Demons of Good and Evil by Kim Harrison



            Doyle was silent, and, brow furrowed, I pulled his hand from his middle to see. Blood gushed, and I felt myself go white. “Holy shit,” Jenks whispered, then darted away.

            “Man down!” I shouted, pressing my hand atop Doyle’s in panic. “I’ve got a deep knife wound. I need some help! Now!”

            I looked up, my hands slippery and warm. People were beginning to filter in, and I pressed harder, not liking how still he had become. “Doyle? Stay with me. Jenks went for help. Don’t you dare close your eyes!” I threatened, and his eyes flashed open, black and scary.

            “What are you doing?” he said, voice flat. “Go after her.”

            Oh, shit. He didn’t just die, did he? I wondered. “She’s gone, and I’m not leaving you until someone gets here,” I said, and then I was pushed away by two paramedics. I stumbled to my feet, hair in my eyes as my hands went cold in the breeze from the entrance. They were red, and I stared at them as the two women began a fast triage, voices terse.

            “Is he going to be okay?” Jenks asked. Doyle was trying to sit up even as the paramedics were forcing him down, and my worry grew.

            “Rachel?” Doyle called, a slight quaver to his voice giving me hope he was still alive. Arm shaking, he raised his hand as the paramedics tried to get him to lie still. There was a bloody wad of something in it. “Find her,” he said, and I realized he was holding a mass of bloodied hair. “Time and materials,” he added, and I leaned forward to take Parker’s hair, ripped from her skull.

            “Deal,” I said as I held the ugly mess up in my hand, and he grinned—until his expression went slack and he fell unconscious.

            “Is he alive?” I asked, and one of the paramedics nodded. “Good.” Finding my feet, I looked at my bloodied hands . . . and smiled. Vivian wanted a peek at my life? That was exactly what she was going to get.

            But maybe I should clean up first.





CHAPTER


            21

            “I don’t think more dust will help,” I said as I caught sight of my blurry image in the walls of the elevator, and the pixy hovered, his expression serious in scrutiny.

            “Meh,” he said noncommittally, then darted forward, dusting me anyway.

            Trent’s apartment was a scant two stories down from the world-class restaurant that spun at the top of Carew Tower, but unless I wanted to make the trip in the dumbwaiter, I needed to go down to the tenth floor and grab a public elevator to reach it. It was something I was sure that Trent would put some thought, if not money, into.

            But the up and down elevators aside, even I had to admit that the ten-minute walk from the I.S. tower to Trent’s unfinished apartment had been far easier than taking a cab across the river to the church and back. I was lucky, really, that I’d left both books in Trent’s unfinished study this morning.

            Unfortunately, not going to the church meant I was still in the same clothes I had on yesterday. Two showers without product or charms had left my hair totally out of control. I could undo the new, flyaway-ridden braid Jenks had put it in and let the thing halo, or leave it as it was, staticky and falling apart. I went for falling apart, as the alternative would be really scary.

            “This isn’t going to go well,” I whispered as I hoisted my book-heavy shoulder bag higher up my shoulder.

            “Rache, ain’t no one up there that is going to know what’s in your bag.”

            “It’s not the books I’m worried about,” I muttered as I glanced at the curse ring on my finger. Now that I knew it blocked the curse, I wasn’t going to take it off until I recovered its twin. Either Vivian would believe me when I said it was set for the cure, or she wouldn’t. I was betting she would, but there’d be another coven member with her, a complete unknown, seeing as Vivian was the only member left from the original group. You couldn’t retire from the coven of moral and ethical standards, but you could take disability. Apart from Vivian, the few members who had survived trying to best the demon Ku’Sox had done just that.

            “I don’t know why you’re worried,” Jenks said, wings humming as he came to rest on my shoulder. “It’s not as if you dress like a hooker anymore.”

            “It’s not my clothes,” I said, and Jenks made a scoffing snort. “Okay, maybe some, but how smart is it bringing two demon tomes into Carew Tower’s restaurant?” Exhaling in resignation, I glanced at my phone for the time as the doors slid open and the soft, peppy eighties-gone-classical spilled in. Five minutes late. Not bad.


• _WHAT YOU HAVE TO DO_:
Present each line of the entries below that holds the word "Country".
-=-=-
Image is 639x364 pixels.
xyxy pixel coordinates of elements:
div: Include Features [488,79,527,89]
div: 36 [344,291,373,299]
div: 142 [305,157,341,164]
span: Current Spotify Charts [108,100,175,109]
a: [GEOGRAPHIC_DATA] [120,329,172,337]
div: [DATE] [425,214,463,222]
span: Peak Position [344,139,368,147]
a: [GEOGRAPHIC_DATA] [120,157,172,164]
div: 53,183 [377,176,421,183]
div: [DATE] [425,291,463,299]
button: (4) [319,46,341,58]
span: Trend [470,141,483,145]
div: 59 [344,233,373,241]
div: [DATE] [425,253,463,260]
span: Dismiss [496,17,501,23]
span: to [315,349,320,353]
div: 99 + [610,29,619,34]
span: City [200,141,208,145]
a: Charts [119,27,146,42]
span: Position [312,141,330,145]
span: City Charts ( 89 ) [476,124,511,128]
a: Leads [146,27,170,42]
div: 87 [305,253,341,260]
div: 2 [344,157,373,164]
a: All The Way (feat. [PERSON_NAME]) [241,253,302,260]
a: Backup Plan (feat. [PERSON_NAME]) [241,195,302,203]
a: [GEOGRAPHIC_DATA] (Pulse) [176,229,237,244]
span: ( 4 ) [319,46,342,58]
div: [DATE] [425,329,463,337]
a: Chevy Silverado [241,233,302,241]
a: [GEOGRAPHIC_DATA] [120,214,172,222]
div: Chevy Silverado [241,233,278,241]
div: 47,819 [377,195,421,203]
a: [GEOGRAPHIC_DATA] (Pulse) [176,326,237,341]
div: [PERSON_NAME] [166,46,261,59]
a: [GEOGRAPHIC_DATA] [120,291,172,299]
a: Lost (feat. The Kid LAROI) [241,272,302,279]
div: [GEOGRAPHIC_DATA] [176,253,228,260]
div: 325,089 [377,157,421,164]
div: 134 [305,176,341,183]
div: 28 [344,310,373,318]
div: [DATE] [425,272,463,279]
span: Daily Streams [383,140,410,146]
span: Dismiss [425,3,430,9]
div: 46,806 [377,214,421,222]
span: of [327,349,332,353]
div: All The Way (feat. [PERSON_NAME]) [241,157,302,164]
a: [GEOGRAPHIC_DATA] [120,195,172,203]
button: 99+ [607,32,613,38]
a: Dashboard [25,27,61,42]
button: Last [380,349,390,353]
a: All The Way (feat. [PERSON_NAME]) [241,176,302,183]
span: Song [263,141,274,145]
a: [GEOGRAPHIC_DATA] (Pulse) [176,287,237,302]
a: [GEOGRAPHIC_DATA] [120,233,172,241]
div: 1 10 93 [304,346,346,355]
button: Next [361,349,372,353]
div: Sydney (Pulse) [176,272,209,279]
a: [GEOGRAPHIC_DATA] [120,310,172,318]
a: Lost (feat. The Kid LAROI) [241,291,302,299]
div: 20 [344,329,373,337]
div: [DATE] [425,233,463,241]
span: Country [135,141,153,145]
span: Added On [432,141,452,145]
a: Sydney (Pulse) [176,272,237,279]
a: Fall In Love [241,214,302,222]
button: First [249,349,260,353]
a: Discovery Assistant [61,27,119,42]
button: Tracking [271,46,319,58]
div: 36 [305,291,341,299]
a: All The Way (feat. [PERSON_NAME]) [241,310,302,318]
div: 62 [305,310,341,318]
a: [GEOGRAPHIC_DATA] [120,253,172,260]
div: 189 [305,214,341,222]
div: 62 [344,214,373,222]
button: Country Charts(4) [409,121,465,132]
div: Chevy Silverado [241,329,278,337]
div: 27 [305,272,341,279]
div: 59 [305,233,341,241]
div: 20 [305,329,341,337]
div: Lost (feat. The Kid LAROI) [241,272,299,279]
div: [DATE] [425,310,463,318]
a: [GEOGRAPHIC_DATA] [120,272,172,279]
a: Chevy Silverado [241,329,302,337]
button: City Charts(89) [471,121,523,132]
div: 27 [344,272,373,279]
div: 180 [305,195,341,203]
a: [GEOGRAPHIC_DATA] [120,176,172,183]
-=-=-
• _SOLUTION TO THIS TASK_:
span: Country [135,141,153,145]
button: Country Charts(4) [409,121,465,132]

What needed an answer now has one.